I’ll admit I turned down the opportunity to review P.J. Tracy’s latest book, The Devil You Know. Fortunately, Sandie Herron read and reviewed it, so I can still share a review here. Thank you, Sandie.

The Devil You Know
Written by P. J. Tracy
Detective Margaret Nolan mystery, Book 3
Kindle version
Minotaur Books (January 17, 2023)
294 Pages
ASIN: B09Y46NXKL

This tale of death is all about the characters, lushly told and styled to fit the rich culture in Los Angeles.  Each is defined by their past and current relationships.  There is action to the story, but it definitely is sidelined by who’s who.  The language is a bit too overblown for my taste, sort of like the people it describes.

Seth Lehman, agent to beloved Disney star Evan Hobbes, is looking for his pants when his phone blares a warning this Saturday morning.  Someone has produced a pornographic video of Hobbes doing hideous things.  Clearly a deepfake, Seth must perform damage control.  Seth worked for Rebecca Wodehouse at the snobby agency that he always meant to leave, and knew she’d be all over him to clear this up.

Most of LA is awakened on Sunday morning by an earthquake that sent a hilltop down onto the Pacific Coast Highway.  Detective Margaret Nolan and her partner Al Crawford meet the coroner and criminalistics at the scene, since Evan’s body spilled down with the hillside from the home of Essie Baum, sister to Seth Lehman, where she’d hosted a large party the night before that included Evan and Seth as guests.  That morning finds Seth buying caviar for his paramour of the night, Daphna Love, whom he’d convinced to change agents to him at his new agency, as soon as he quit Becca.  Little did Seth know he would be called on by Essie for help in dealing with Evan’s death.  Intertwined with doing so, Seth and Daphna decide to marry.
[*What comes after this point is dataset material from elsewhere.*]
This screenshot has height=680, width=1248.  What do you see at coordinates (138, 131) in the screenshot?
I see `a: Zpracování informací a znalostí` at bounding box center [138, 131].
Nolan had noted some marks on Evan’s neck that might have indicated murder.  His broken and battered body from the fall down the cliff would need to be analyzed to determine murder, accident, or even suicide.  After the bombshell of the deepfake the day before, any were possible.  In the meantime, Essie can’t seem to find her husband David, the top Disney exec who’d been unfaithful many, many times.  It’s a shock when he’s found at their Malibu home shot to death with a young woman carrying a thumb drive full of photos of girls with David, and Evan Hobbes.  Essie is having a meltdown while drugs and alcohol flow.  David’s computer is missing, so Maggie Nolan is dealing with cybercrimes as well.  Now we wonder if that deepfake really was fake and if so who made it and who paid for it.
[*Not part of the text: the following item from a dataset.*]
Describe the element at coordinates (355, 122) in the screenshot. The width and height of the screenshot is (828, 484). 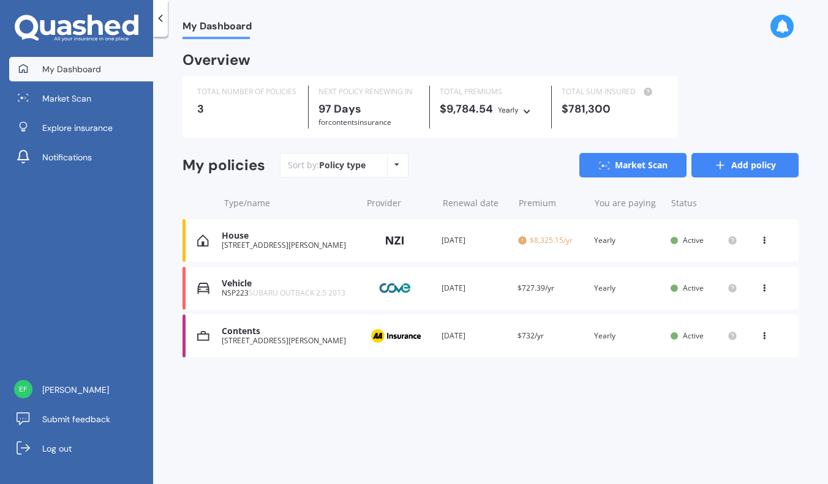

Another storyline about an Afghanistan war vet with PTSD is interwoven with the Hobbes/Baum story, but it doesn’t go anywhere and seems superfluous.  It may simply pay homage to the series to which this is the third entry.  All the action takes place over a long weekend and ends quite abruptly with the revelation of the killer’s identity, which is not really a surprise.  Or perhaps by then, I really didn’t care who killed whom; I just wanted the story to be over.